All principles relevant to the design, use, and maintenance of large AC synchronous motors were relevant to the synchronous converter, as were all to the design, use, and maintenance of DC generators, for the rotary converter was both at once. The switching action of the commutator on the AC supply voltage, however, produced bizarre, sharply-spiked waveforms in the armature atypical of either AC motors or DC generators, whose resultant transients presented unique design challenges.

Synchronous converters could be started and brought up to speed (synchrony) as AC induction motors (with the help of additional "starting" windings), as DC motors back-fed from siblings or the third rail, or with the aid of a smaller "auxiliary" motor attached, which latter was standard in the IRT substations. Converters ranged in capacity from 500 to 4,000 (10,000? I think?) kilowatts. Kings Highway, the smallest BMT substation (obit c. 1964), boasted a 500-500-2000 configuration.

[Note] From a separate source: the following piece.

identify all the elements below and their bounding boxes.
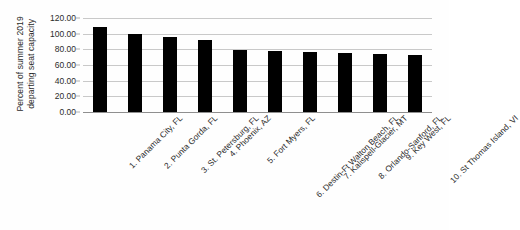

The BMT and IRT systems employed 25-cycle (25 Hz) power (generation and distribution) for the sole benefit of the rotary converters. Running proportionately slower than 60-cycle converters of the same number of poles, 25-cycle converters are subject to quadratically smaller mechanical stresses. 60-cycle converters did (and do!) exist, but the additional poles required to bring their speed down create proportionately higher voltage gradients between adjacent commutator bars, which, in turn, precipitate dangerous and expensive arcing and insulation breakdown. Although 60-cycle converters were used on the later, and thus more technologically advantaged, IND, the already-established advantages of 25-cycle converters led to the use of 25-cycle power on the earlier BMT and IRT systems. The use of this 25-cycle power for lighting led to memorable visibly flickering incandescent lights in many subway stations for much of the century now ending.

Rotary converter technology, now completely obsolete, was first deployed in 1894 at Niagara Falls. It was apparently invented in 1888 by Charles S. Bradley, although Benjamin Lamme of Westinghouse claimed to have developed it independently in the early 1890's.

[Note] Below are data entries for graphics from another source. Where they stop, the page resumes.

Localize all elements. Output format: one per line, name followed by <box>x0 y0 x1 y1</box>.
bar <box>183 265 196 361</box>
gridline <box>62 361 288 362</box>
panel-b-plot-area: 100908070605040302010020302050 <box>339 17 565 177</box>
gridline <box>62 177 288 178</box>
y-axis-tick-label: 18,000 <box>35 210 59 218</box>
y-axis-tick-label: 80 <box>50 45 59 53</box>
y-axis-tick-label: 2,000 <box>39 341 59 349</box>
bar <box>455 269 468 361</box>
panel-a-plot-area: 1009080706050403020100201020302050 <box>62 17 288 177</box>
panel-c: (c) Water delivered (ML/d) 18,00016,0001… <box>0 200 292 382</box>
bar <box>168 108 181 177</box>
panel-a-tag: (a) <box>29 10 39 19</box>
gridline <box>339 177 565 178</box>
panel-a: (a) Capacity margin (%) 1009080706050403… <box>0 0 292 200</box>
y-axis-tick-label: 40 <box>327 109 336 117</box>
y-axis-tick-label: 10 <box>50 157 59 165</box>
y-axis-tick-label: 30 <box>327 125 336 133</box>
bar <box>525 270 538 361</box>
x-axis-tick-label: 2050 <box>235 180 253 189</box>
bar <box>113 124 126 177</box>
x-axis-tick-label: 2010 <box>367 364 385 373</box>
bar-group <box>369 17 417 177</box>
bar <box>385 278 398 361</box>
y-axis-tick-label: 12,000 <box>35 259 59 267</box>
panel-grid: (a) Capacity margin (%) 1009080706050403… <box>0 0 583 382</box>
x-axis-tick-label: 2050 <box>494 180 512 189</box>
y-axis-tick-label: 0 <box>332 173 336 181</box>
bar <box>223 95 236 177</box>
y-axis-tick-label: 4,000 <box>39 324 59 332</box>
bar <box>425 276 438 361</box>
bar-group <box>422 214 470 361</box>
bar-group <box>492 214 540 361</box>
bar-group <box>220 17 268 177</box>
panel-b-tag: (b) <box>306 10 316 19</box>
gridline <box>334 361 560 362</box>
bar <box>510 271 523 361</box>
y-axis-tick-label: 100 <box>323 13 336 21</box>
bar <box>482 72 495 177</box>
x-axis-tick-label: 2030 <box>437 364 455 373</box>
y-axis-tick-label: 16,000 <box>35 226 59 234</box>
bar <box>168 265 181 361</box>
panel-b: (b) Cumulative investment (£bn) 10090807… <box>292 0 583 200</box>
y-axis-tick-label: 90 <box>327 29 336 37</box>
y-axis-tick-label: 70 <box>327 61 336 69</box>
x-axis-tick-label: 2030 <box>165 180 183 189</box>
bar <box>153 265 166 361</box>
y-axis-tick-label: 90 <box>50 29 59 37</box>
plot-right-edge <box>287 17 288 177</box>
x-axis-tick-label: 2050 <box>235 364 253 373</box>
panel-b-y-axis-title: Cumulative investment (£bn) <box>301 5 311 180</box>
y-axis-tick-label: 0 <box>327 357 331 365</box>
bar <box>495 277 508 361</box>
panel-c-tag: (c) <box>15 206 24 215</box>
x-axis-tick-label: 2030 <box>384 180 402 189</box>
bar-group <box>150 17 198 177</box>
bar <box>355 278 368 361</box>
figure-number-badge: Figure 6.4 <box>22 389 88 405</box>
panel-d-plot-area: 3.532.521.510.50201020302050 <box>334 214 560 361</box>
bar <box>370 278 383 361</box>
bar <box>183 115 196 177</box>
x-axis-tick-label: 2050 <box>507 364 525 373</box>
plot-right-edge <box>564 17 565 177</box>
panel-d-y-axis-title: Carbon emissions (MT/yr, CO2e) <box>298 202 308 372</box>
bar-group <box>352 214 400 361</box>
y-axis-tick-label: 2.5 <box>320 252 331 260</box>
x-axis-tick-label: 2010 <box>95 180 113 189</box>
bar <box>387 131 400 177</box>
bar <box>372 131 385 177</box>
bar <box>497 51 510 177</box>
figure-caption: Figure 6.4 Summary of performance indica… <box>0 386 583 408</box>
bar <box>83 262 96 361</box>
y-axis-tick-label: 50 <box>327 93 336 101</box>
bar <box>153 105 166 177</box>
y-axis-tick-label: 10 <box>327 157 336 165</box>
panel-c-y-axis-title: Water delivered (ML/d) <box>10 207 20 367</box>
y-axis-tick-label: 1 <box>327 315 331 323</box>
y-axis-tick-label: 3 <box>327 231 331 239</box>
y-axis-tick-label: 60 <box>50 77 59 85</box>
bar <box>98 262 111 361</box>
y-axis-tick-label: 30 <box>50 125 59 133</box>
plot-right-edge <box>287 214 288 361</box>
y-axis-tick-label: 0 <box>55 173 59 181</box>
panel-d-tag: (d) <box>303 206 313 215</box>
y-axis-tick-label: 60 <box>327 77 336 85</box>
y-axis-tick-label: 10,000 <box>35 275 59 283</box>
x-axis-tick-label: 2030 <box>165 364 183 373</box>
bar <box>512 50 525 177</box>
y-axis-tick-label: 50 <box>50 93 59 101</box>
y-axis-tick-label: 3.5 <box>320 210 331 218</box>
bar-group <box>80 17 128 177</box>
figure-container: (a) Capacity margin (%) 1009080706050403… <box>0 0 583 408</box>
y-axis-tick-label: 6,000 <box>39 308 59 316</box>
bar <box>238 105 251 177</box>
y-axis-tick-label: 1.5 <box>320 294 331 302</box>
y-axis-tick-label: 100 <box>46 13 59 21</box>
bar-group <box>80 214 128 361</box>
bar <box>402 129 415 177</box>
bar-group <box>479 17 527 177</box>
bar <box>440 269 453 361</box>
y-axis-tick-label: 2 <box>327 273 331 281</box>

Anyone interested in this technology or the remarkable buildings which housed it should inspect or obtain a copy of New York's Forgotten Substations -- the Power Behind the Subway, by Christopher Payne (Princeton Architectural Press, 2002). This remarkable and inexpensive volume features dozens of high-quality, artistic and evocative monochrome photos of substation interiors, exteriors, and equipment in their last days (all were decommissioned by 1999), as well as explanations, history, diagrams, and contemporary maps of feeder cables, substation locations, and the like, as well as exploring the romance and fascination of this then centenarian antique technology. This is now the definitive volume on the Rotary Converter in New York City.

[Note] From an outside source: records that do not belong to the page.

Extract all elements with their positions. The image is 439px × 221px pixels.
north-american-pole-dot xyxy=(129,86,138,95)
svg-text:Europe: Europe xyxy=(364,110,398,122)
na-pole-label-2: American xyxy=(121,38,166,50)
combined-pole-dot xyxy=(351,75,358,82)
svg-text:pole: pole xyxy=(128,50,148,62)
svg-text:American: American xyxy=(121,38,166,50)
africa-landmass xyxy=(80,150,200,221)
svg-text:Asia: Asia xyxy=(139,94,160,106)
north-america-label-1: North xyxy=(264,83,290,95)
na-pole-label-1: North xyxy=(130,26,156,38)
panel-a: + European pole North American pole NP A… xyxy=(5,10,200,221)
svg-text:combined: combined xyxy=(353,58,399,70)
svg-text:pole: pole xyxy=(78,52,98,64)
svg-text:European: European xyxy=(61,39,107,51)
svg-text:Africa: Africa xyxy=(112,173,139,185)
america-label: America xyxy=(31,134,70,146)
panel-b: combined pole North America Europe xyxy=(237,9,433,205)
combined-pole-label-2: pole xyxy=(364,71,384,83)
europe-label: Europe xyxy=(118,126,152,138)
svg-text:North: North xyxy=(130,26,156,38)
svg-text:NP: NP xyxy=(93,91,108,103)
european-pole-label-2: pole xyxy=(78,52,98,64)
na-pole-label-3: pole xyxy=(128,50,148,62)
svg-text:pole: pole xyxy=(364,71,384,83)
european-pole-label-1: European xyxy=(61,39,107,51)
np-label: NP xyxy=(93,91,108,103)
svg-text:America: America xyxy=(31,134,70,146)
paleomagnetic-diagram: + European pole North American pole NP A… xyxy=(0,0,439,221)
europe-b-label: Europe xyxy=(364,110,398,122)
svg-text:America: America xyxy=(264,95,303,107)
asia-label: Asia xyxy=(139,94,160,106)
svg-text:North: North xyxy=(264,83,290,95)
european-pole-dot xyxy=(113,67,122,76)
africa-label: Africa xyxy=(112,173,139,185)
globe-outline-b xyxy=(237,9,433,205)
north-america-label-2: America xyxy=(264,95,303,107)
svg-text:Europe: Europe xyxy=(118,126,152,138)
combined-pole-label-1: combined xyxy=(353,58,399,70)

Humor note: Boston used synchronous converters, too. There was a small substation at Kendall Square, which used to be a traffic circle (Traffic circles are called "rotaries" in Boston). During the reconstruction of Kendall Square in the early 80's, the ancient substation was replaced by an unobtrusive solid-state model, and the traffic circle was removed. "Well, I guess it indeed converted the rotary", remarked a friend of mine, the late Dan Weinreb.

References

These two parts of a 2013 IEEE Power & Energy Magazine article entitled "The Rotary Era" are the absolutely definitive resource on the history and function of rotary power converter technology.

Other sources:

  • Puchstein, A. F., and Lloyd, T. C., Alternating Current Machines, John Wiley and Sons, New York, 1942
  • Pender, Del Mar, and McIlwain, Electrical Engineers' Handbook, John Wiley and Sons, New York, 1914, 1922, 1936
  • A several-month personal odyssey in Kings Highway Substation, BMT, ca. 1961 -- thanks, Sam, wherever you are.